Steel production accounts for ~7% of global CO2 emissions. H2-DRI is the leading decarbonization pathway, with HYBRIT (Sweden) producing the first fossil-free steel in 2021 and H2 Green Steel building commercial capacity. But if carbon control and embrittlement issues are not solved, H2-DRI steel cannot meet existing grade specifications — blocking substitution for the 1.9 Gt of steel produced annually.
HYBRIT demonstrated the overall H2-DRI-EAF pathway. Biochar, synthetic methane, and direct carbon injection into the electric arc furnace (EAF) are being tested as fossil-free carbon sources. However, controlling carbon distribution uniformly in DRI pellets without natural gas is metallurgically difficult. Biochar introduces variability in carbon quality and ash composition that affects final steel properties. Hydrogen remaining in the DRI interacts with carbon in solution during subsequent processing, activating embrittlement — and this worsens at exactly the carbon levels needed for structural steel grades. Quality control systems designed for blast-furnace steelmaking do not transfer to the H2-DRI-EAF process.
Reliable carburization methods producing consistent carbon content in H2-DRI without fossil inputs — validated across multiple steel grades. Better metallurgical understanding of hydrogen-carbon interaction in DRI-EAF processing to predict and manage embrittlement. Quality control systems validated for H2-DRI steel meeting existing structural steel grade specifications.
A team could characterize hydrogen-carbon interactions in DRI pellets processed with different non-fossil carbon sources (biochar, synthetic methane) using mechanical testing and microstructural analysis. Alternatively, a process engineering team could design a lab-scale carburization protocol using biochar and measure carbon distribution uniformity. Materials science, metallurgy, and process engineering skills apply.

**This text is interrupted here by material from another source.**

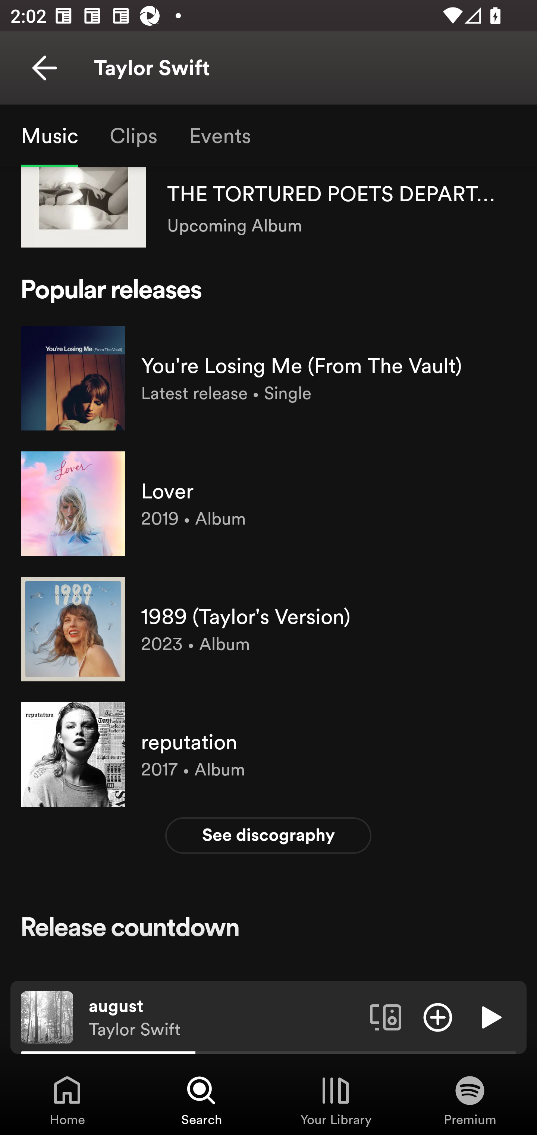  Describe the element at coordinates (67, 1099) in the screenshot. I see `Home, Tab 1 of 4 Home Home` at that location.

H2 Green Steel (Boden, Sweden) targeting 2.5 Mt/year by 2026 — will be the first large-scale test of these carburization challenges. Current H2-DRI-EAF capacity planned for 2030 is ~10 Mt (unchanged from 2024 projections), suggesting the technical barriers are real. Related to but distinct from `energy-industrial-process-heat-decarbonization` (which covers the heat source problem broadly, not the metallurgical carbon control problem specific to hydrogen steelmaking).